| Year | Net Worth | Deposits | Interest |
|---|---|---|---|
| 1 | $78,400 | $74,000 | $4,400 |
| 2 | $108,852 | $98,000 | $10,852 |
| 3 | $141,506 | $122,000 | $19,506 |
| 4 | $176,521 | $146,000 | $30,521 |
| 5 | $214,067 | $170,000 | $44,067 |
| 6 | $254,327 | $194,000 | $60,327 |
| 7 | $297,498 | $218,000 | $79,498 |
| 8 | $343,789 | $242,000 | $101,789 |
| 9 | $393,427 | $266,000 | $127,427 |
| 10 | $446,653 | $290,000 | $156,653 |
| 11 | $503,726 | $314,000 | $189,726 |
| 12 | $564,926 | $338,000 | $226,926 |
| 13 | $630,550 | $362,000 | $268,550 |
| 14 | $700,917 | $386,000 | $314,917 |
| 15 | $776,372 | $410,000 | $366,372 |
| 16 | $857,281 | $434,000 | $423,281 |
| 17 | $944,039 | $458,000 | $486,039 |
| 18 | $1.04M | $482,000 | $555,069 |
Educational tool. Not financial advice. The 4% rule (Bengen 1994 / Trinity Study 1998) was calibrated on US data 1926–1995; sequence-of-returns risk and inflation regime changes can alter the safe withdrawal rate.
FIRE Calculator — FI Number, Coast FIRE, Lean/Fat FIRE & 4% Rule
Enter your current savings, monthly savings rate, expected returns, and annual expenses to see when you reach financial independence. The chart shows your net worth growing until it crosses the FIRE number.
How to project your FIRE date
- Enter your current invested net worth (assets you'd actually draw from in retirement).
- Set the monthly amount you save and invest, plus your expected annual real return (after inflation).
- Input your target annual expenses in retirement; the calculator multiplies them by 1/withdrawal-rate to get your FIRE number.
- Adjust the withdrawal rate (default 4%) to model lean-FIRE, fat-FIRE or coast-FIRE variants and read the year-by-year trajectory.
Common use cases
- Checking whether your current savings rate gets you to FIRE before age 60.
- Stress-testing the 4% rule against a 3% rate to see how much extra capital that requires.

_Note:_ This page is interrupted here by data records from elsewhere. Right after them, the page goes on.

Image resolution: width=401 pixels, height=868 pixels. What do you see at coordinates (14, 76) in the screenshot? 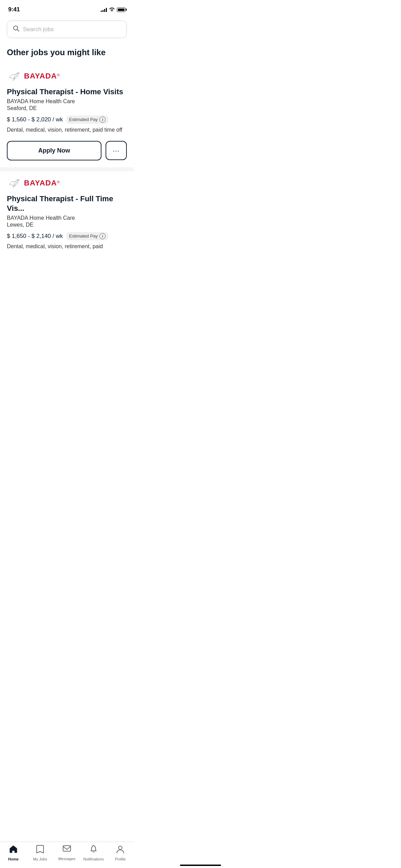
I see `bayada-bird-icon` at bounding box center [14, 76].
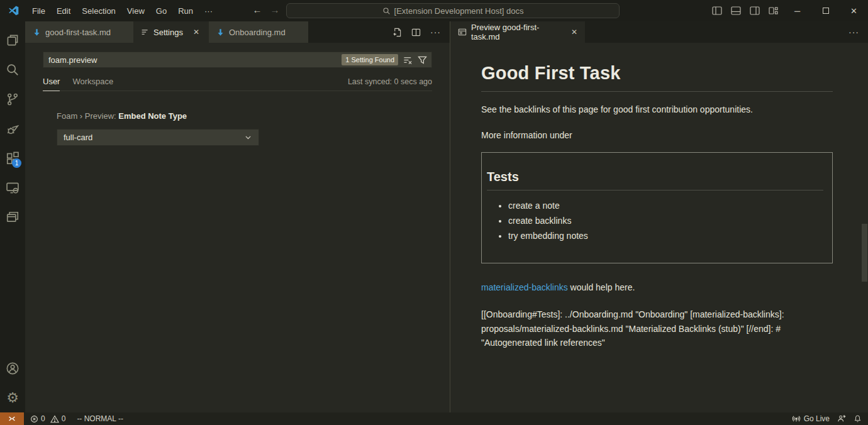 Image resolution: width=868 pixels, height=425 pixels. I want to click on tab-label: Settings, so click(169, 33).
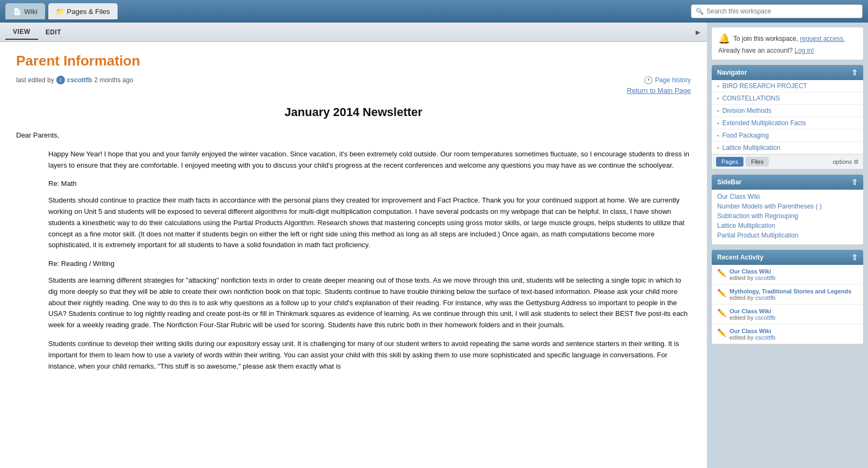 The image size is (868, 468). I want to click on activity-link-0: Our Class Wiki, so click(750, 271).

- Modelling coast-FIRE: how much you'd need today to stop adding contributions and still hit the target by 65.
- Comparing lean-FIRE (€20K/year expenses) against fat-FIRE (€60K/year) on the same income.
About FIRE
FIRE (Financial Independence, Retire Early) means accumulating enough wealth that your investments can cover your annual expenses indefinitely. The standard approach uses the 4% rule: your FIRE number is 25× your annual expenses.
- FIRE number based on withdrawal rate (default 4% rule)

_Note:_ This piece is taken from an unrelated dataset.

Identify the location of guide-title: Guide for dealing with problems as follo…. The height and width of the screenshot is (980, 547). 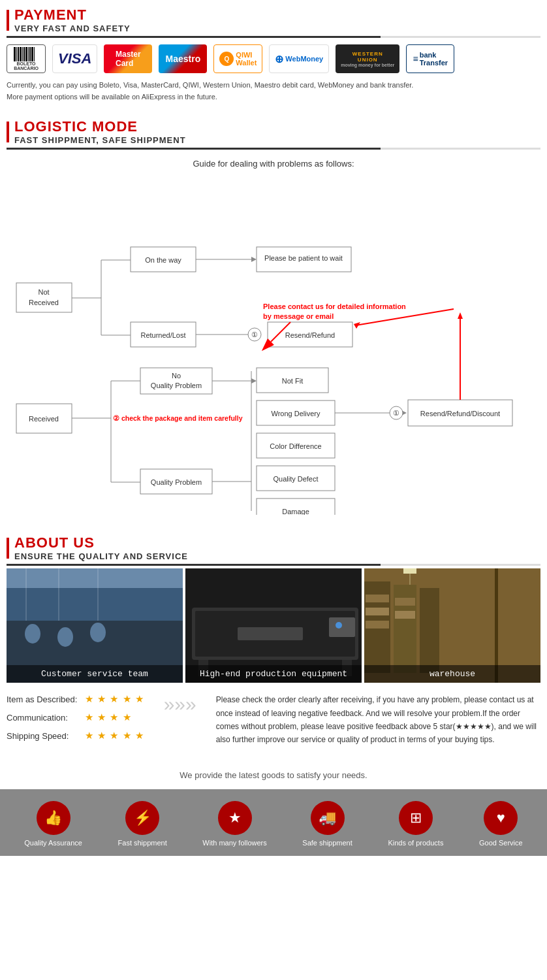
(274, 162).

- Net worth growth chart with FIRE line
- Progress bar showing how far you are
- Year-by-year breakdown table
- Adjustable withdrawal rate (2-6%)
- Export chart as PNG or data as CSV
Free. No signup. Inputs stay in your browser. Ads via AdSense (consent required).
Sources (2)
- Bengen, W. P. (1994). Determining withdrawal rates using historical data. Journal of Financial Planning, 7(4), 171–180.
- Cooley, P. L., Hubbard, C. M., & Walz, D. T. (1998). Retirement savings: choosing a withdrawal rate that is sustainable (Trinity Study). AAII Journal, 10(3), 16–21.
These are the original publications and regulations the formulas in this calculator are based on. Locate them by author and year on Google Scholar, SSRN, or the U.S. Government Publishing Office.